TextCAVs: Debugging vision models using text
Angus Nicolson, Yarin Gal, J. Alison Noble
TL;DR
TextCAVs address the cost of concept-based explanations by deriving concept activation vectors from text descriptions using a vision–language model, enabling gradient-based explanations without image exemplars. The method trains linear mappings $h$ and $g$ between CLIP-like representations and the target model, with losses $\mathcal{L}_{mse}$ and $\mathcal{L}_{cyc}$, and computes concept sensitivity via $S_{c,k} = \nabla \Phi_{b,k}(\Φ_a(x)) \cdot \mathbf{v}_c$, enabling label-free testing of concepts. Experiments on ImageNet and MIMIC-CXR show TextCAVs produce meaningful explanations and can reveal model bias (e.g., biased Atelectasis explanations dominated by device-related concepts), supporting interactive debugging. The work demonstrates cross-domain applicability of text-based CAVs, offering rapid hypothesis testing and potential to improve safety and reliability in vision models, especially in medical contexts where labeled concept exemplars are scarce.
Abstract
Concept-based interpretability methods are a popular form of explanation for deep learning models which provide explanations in the form of high-level human interpretable concepts. These methods typically find concept activation vectors (CAVs) using a probe dataset of concept examples. This requires labelled data for these concepts -- an expensive task in the medical domain. We introduce TextCAVs: a novel method which creates CAVs using vision-language models such as CLIP, allowing for explanations to be created solely using text descriptions of the concept, as opposed to image exemplars. This reduced cost in testing concepts allows for many concepts to be tested and for users to interact with the model, testing new ideas as they are thought of, rather than a delay caused by image collection and annotation. In early experimental results, we demonstrate that TextCAVs produces reasonable explanations for a chest x-ray dataset (MIMIC-CXR) and natural images (ImageNet), and that these explanations can be used to debug deep learning-based models.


▶ **Task description**
Go through the material underneath and show every line where the string "Property" occurs.

▶ **Data to examine**
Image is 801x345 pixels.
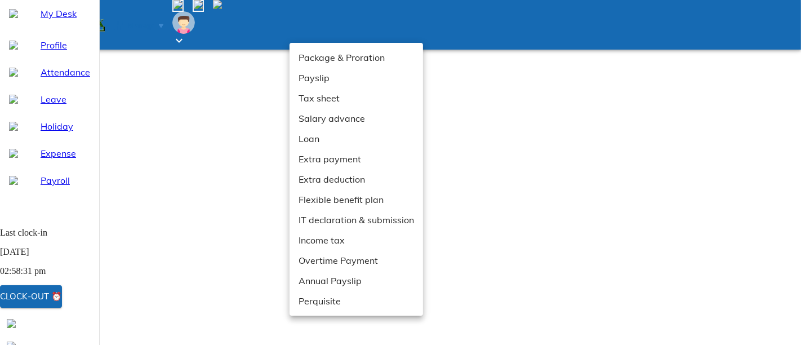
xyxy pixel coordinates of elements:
li: Loan [290,128,423,149]
li: Package & Proration [290,47,423,68]
li: Extra deduction [290,169,423,189]
li: Flexible benefit plan [290,189,423,210]
li: Extra payment [290,149,423,169]
li: Perquisite [290,291,423,311]
li: IT declaration & submission [290,210,423,230]
li: Income tax [290,230,423,250]
li: Payslip [290,68,423,88]
li: Overtime Payment [290,250,423,270]
li: Salary advance [290,108,423,128]
li: Tax sheet [290,88,423,108]
li: Annual Payslip [290,270,423,291]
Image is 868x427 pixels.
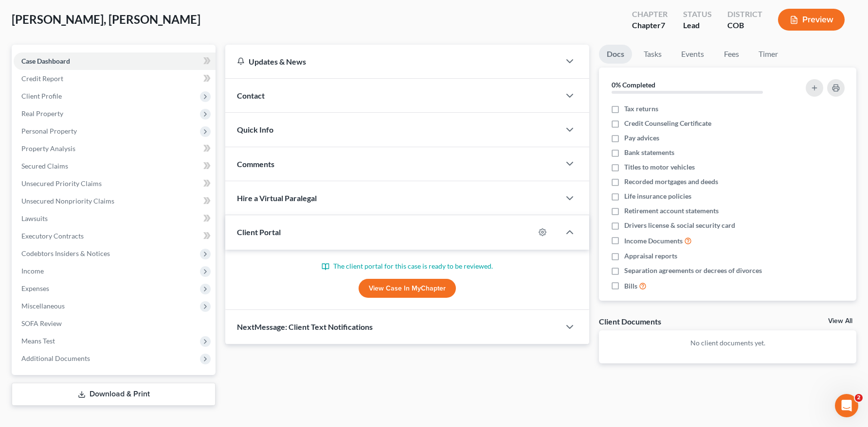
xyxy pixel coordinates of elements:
[237,193,317,203] span: Hire a Virtual Paralegal
[237,57,548,67] div: Updates & News
[673,45,712,64] a: Events
[828,318,852,325] a: View All
[22,320,62,328] span: SOFA Review
[727,20,762,31] div: COB
[22,197,114,206] span: Unsecured Nonpriority Claims
[237,160,274,169] span: Comments
[751,45,786,64] a: Timer
[611,81,656,89] strong: 0% Completed
[13,175,216,192] a: Unsecured Priority Claims
[237,261,577,271] p: The client portal for this case is ready to be reviewed.
[636,45,670,64] a: Tasks
[716,45,747,64] a: Fees
[22,215,47,223] span: Lawsuits
[624,251,677,261] span: Appraisal reports
[22,127,77,135] span: Personal Property
[727,9,762,20] div: District
[599,316,661,327] div: Client Documents
[237,91,265,100] span: Contact
[624,177,718,186] span: Recorded mortgages and deeds
[624,148,675,157] span: Bank statements
[359,279,456,299] a: View Case in MyChapter
[237,322,372,331] span: NextMessage: Client Text Notifications
[624,104,658,114] span: Tax returns
[624,191,691,201] span: Life insurance policies
[13,157,216,175] a: Secured Claims
[624,206,719,216] span: Retirement account statements
[22,144,76,152] span: Property Analysis
[683,9,712,20] div: Status
[12,12,201,27] span: [PERSON_NAME], [PERSON_NAME]
[855,395,863,402] span: 2
[13,315,216,333] a: SOFA Review
[624,133,660,143] span: Pay advices
[22,337,55,345] span: Means Test
[624,162,695,172] span: Titles to motor vehicles
[22,285,49,293] span: Expenses
[22,180,102,187] span: Unsecured Priority Claims
[22,92,62,100] span: Client Profile
[624,236,683,246] span: Income Documents
[624,119,711,128] span: Credit Counseling Certificate
[13,210,216,227] a: Lawsuits
[599,45,632,64] a: Docs
[632,20,667,31] div: Chapter
[22,109,63,117] span: Real Property
[22,57,70,65] span: Case Dashboard
[237,125,273,134] span: Quick Info
[835,395,858,418] iframe: Intercom live chat
[22,250,110,258] span: Codebtors Insiders & Notices
[12,383,216,406] a: Download & Print
[22,74,63,82] span: Credit Report
[606,339,849,348] p: No client documents yet.
[778,9,845,31] button: Preview
[22,302,65,310] span: Miscellaneous
[683,20,712,31] div: Lead
[22,355,90,363] span: Additional Documents
[13,140,216,157] a: Property Analysis
[22,267,44,276] span: Income
[22,162,68,170] span: Secured Claims
[13,192,216,210] a: Unsecured Nonpriority Claims
[13,227,216,245] a: Executory Contracts
[13,70,216,87] a: Credit Report
[624,221,736,231] span: Drivers license & social security card
[624,266,762,276] span: Separation agreements or decrees of divorces
[661,21,666,30] span: 7
[624,281,637,291] span: Bills
[237,227,281,236] span: Client Portal
[22,232,83,241] span: Executory Contracts
[13,52,216,70] a: Case Dashboard
[632,9,667,20] div: Chapter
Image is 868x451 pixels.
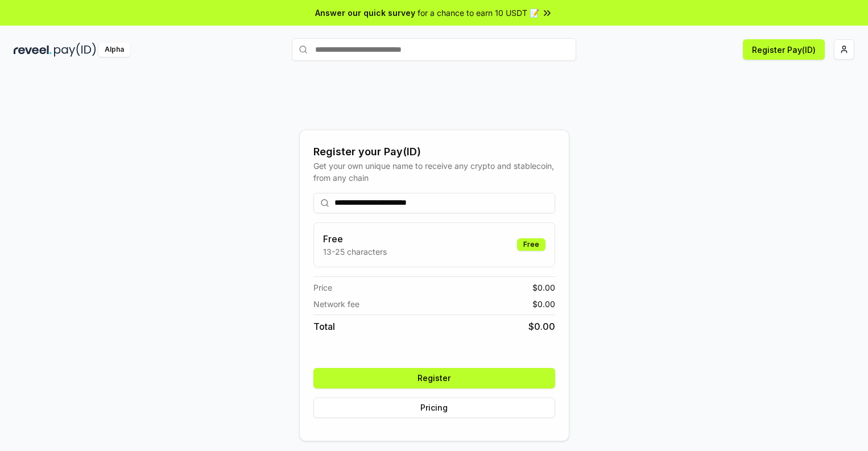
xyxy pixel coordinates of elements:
[54,43,96,57] img: pay_id
[313,320,335,334] span: Total
[313,282,332,294] span: Price
[323,232,387,245] h3: Free
[99,43,130,57] div: Alpha
[323,245,387,257] p: 13-25 characters
[313,368,556,389] button: Register
[532,298,556,310] span: $ 0.00
[418,7,539,19] span: for a chance to earn 10 USDT 📝
[313,144,556,160] div: Register your Pay(ID)
[313,298,360,310] span: Network fee
[14,43,52,57] img: reveel_dark
[313,398,556,418] button: Pricing
[532,282,556,294] span: $ 0.00
[315,7,416,19] span: Answer our quick survey
[517,239,546,251] div: Free
[743,39,825,59] button: Register Pay(ID)
[528,320,556,334] span: $ 0.00
[313,160,556,184] div: Get your own unique name to receive any crypto and stablecoin, from any chain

▶ **Problem solution**
[22,127,77,135] span: Personal Property
[22,144,76,152] span: Property Analysis
[22,109,63,117] span: Real Property
[13,140,216,157] a: Property Analysis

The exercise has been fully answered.